Well no the origin was in WWII with frag(mentation) grenades (the use of) but the connotation became as you say in 'nam, yes.

I think we're actually pointing at the same phenomenon here. Completely ending conscription as a practice even though it's still there in the law is one of the biggest things that was completely changed about how war is fought by the USA. Instead, social programs were gutted so that the veterans supports for medical and college and housing could be used as big draws for recruitment. With that, bam, every vet you talk to who hasn't been shattered in combat or had buddies who were, treats the military as this great personal growth experience and they're so grateful etc. This happened because they simultaneously made a change in the moral language used about the military, so that it became about service, not glory.

The tactical doctrine was also changed - all that stand off air striking, and once drones became available, even more stand off. The Gulf war, the first invasion of Iraq, actually had a big tank battle (though with extreme materiel advantage on the US side). After that, you never see that again.
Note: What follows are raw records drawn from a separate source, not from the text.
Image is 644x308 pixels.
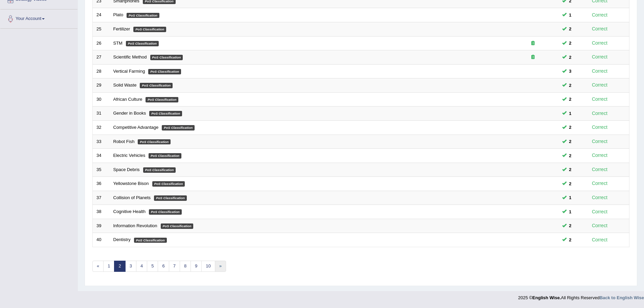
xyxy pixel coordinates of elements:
td: 29 [93,79,109,93]
td: 34 [93,149,109,163]
a: Space Debris [114,167,140,172]
td: 40 [93,233,109,247]
span: You can still take this question [567,124,574,131]
div: Correct [589,81,611,89]
div: Correct [589,96,611,103]
div: Correct [589,11,611,19]
div: Exam occurring question [511,54,555,61]
em: PoS Classification [134,238,167,244]
em: PoS Classification [162,125,194,131]
span: You can still take this question [567,12,574,19]
a: Robot Fish [114,139,134,144]
div: Correct [589,166,611,174]
a: 1 [103,261,115,272]
div: Correct [589,138,611,146]
div: Correct [589,67,611,75]
a: 3 [125,261,136,272]
td: 24 [93,8,109,22]
em: PoS Classification [150,111,182,116]
a: 5 [147,261,159,272]
span: You can still take this question [567,39,574,47]
div: Correct [589,124,611,132]
a: Gender in Books [114,111,146,116]
a: Collision of Planets [114,195,151,201]
td: 25 [93,22,109,37]
span: You can still take this question [567,167,574,174]
em: PoS Classification [149,153,182,158]
a: African Culture [114,97,142,102]
a: Your Account [0,10,78,26]
span: You can still take this question [567,209,574,216]
span: You can still take this question [567,81,574,89]
em: PoS Classification [143,167,176,173]
span: You can still take this question [567,180,574,187]
span: You can still take this question [567,138,574,145]
span: You can still take this question [567,236,574,244]
em: PoS Classification [149,69,181,74]
a: 7 [169,261,180,272]
a: 9 [191,261,202,272]
a: Information Revolution [114,223,158,228]
em: PoS Classification [149,210,182,215]
a: Vertical Farming [114,69,145,73]
div: Correct [589,25,611,33]
td: 33 [93,134,109,149]
td: 36 [93,177,109,192]
td: 31 [93,107,109,121]
a: STM [114,40,123,46]
em: PoS Classification [133,27,167,32]
td: 39 [93,219,109,233]
em: PoS Classification [150,55,183,60]
a: Plato [114,13,124,17]
a: « [92,261,104,272]
div: Correct [589,208,611,216]
td: 26 [93,36,109,50]
a: Back to English Wise [600,295,644,301]
em: PoS Classification [154,195,187,201]
span: You can still take this question [567,194,574,201]
em: PoS Classification [146,97,178,103]
div: 2025 © All Rights Reserved [519,291,644,301]
div: Correct [589,151,611,159]
span: You can still take this question [567,222,574,229]
a: 4 [136,261,147,272]
a: » [215,261,226,272]
a: 8 [180,261,191,272]
em: PoS Classification [126,41,159,47]
a: Solid Waste [114,82,137,88]
td: 35 [93,163,109,177]
a: Dentistry [114,237,131,243]
a: 2 [114,261,125,272]
em: PoS Classification [140,83,173,89]
a: Electric Vehicles [114,153,146,158]
span: You can still take this question [567,25,574,32]
span: You can still take this question [567,54,574,61]
td: 28 [93,64,109,79]
a: Cognitive Health [114,210,146,214]
div: Correct [589,222,611,230]
em: PoS Classification [152,182,185,187]
a: Yellowstone Bison [114,181,149,186]
td: 37 [93,191,109,205]
span: You can still take this question [567,68,574,75]
td: 30 [93,92,109,107]
a: 10 [202,261,215,272]
td: 38 [93,205,109,219]
span: You can still take this question [567,110,574,117]
a: Competitive Advantage [114,124,159,130]
strong: English Wise. [533,295,561,301]
div: Exam occurring question [511,40,555,47]
a: Scientific Method [114,55,147,60]
div: Correct [589,194,611,201]
span: You can still take this question [567,152,574,159]
div: Correct [589,39,611,47]
div: Correct [589,236,611,244]
div: Correct [589,53,611,61]
span: You can still take this question [567,96,574,103]
a: 6 [158,261,169,272]
em: PoS Classification [138,140,170,145]
em: PoS Classification [126,13,159,18]
td: 32 [93,121,109,134]
td: 27 [93,50,109,64]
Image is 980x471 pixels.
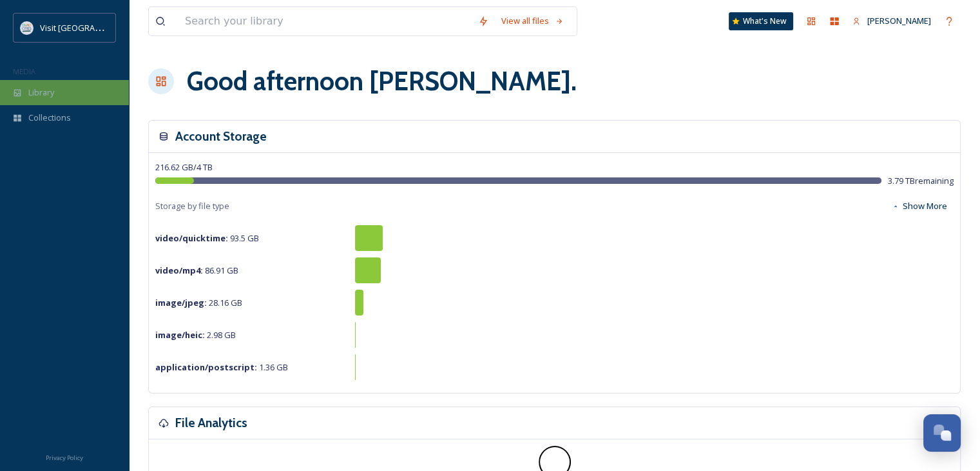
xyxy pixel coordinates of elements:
[21,21,33,34] img: QCCVB_VISIT_vert_logo_4c_tagline_122019.svg
[155,297,242,308] span: 28.16 GB
[46,449,83,464] a: Privacy Policy
[179,7,472,36] input: Search your library
[175,413,248,432] h3: File Analytics
[155,265,238,276] span: 86.91 GB
[155,361,257,373] strong: application/postscript :
[155,297,207,308] strong: image/jpeg :
[155,200,230,212] span: Storage by file type
[28,86,54,98] span: Library
[46,454,83,462] span: Privacy Policy
[13,66,35,76] span: MEDIA
[888,175,954,187] span: 3.79 TB remaining
[495,9,570,33] a: View all files
[155,232,228,244] strong: video/quicktime :
[155,232,259,244] span: 93.5 GB
[155,161,213,173] span: 216.62 GB / 4 TB
[155,329,205,340] strong: image/heic :
[187,62,577,100] h1: Good afternoon [PERSON_NAME] .
[886,194,954,218] button: Show More
[155,361,288,373] span: 1.36 GB
[846,9,938,33] a: [PERSON_NAME]
[155,265,203,276] strong: video/mp4 :
[40,21,140,33] span: Visit [GEOGRAPHIC_DATA]
[155,329,236,340] span: 2.98 GB
[175,127,267,146] h3: Account Storage
[868,15,931,26] span: [PERSON_NAME]
[924,414,961,452] button: Open Chat
[729,12,793,30] a: What's New
[28,112,71,124] span: Collections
Troops on the ground are police in regions claimed after any identifiable military force has been bombed into the ground. It's blatantly obvious the difference between this and the infantry offensives of Vietnam - and the effect was to limit the number of casualties reported for the US troops while ensuring they were all technically volunteers.

And circling back to fragging your CO: that's where revolution was happening. Military mutiny. That's why the US government shit its collective pants. And why it was right to. If the soldiers refuse to shoot who they're told to, that's when popular revolutions succeed. It's also no accident that we've seen a systematic transfer of military hardware into systemically white supremacist police departments. The revolution that had their trousers bricked was the Black revolution. You didn't see white hippies armed to defend themselves, robbing banks to fund their operations. And that racial divide between white counter culture (mainly, as you pointed out, against the draft) and Black revolution (more fundamentally opposed to the national system) is how the movements were ultimately defeated, and white counter culture and elements of the Black revolutionary movement recuperated in the way civil rights and Woodstock are taught in school.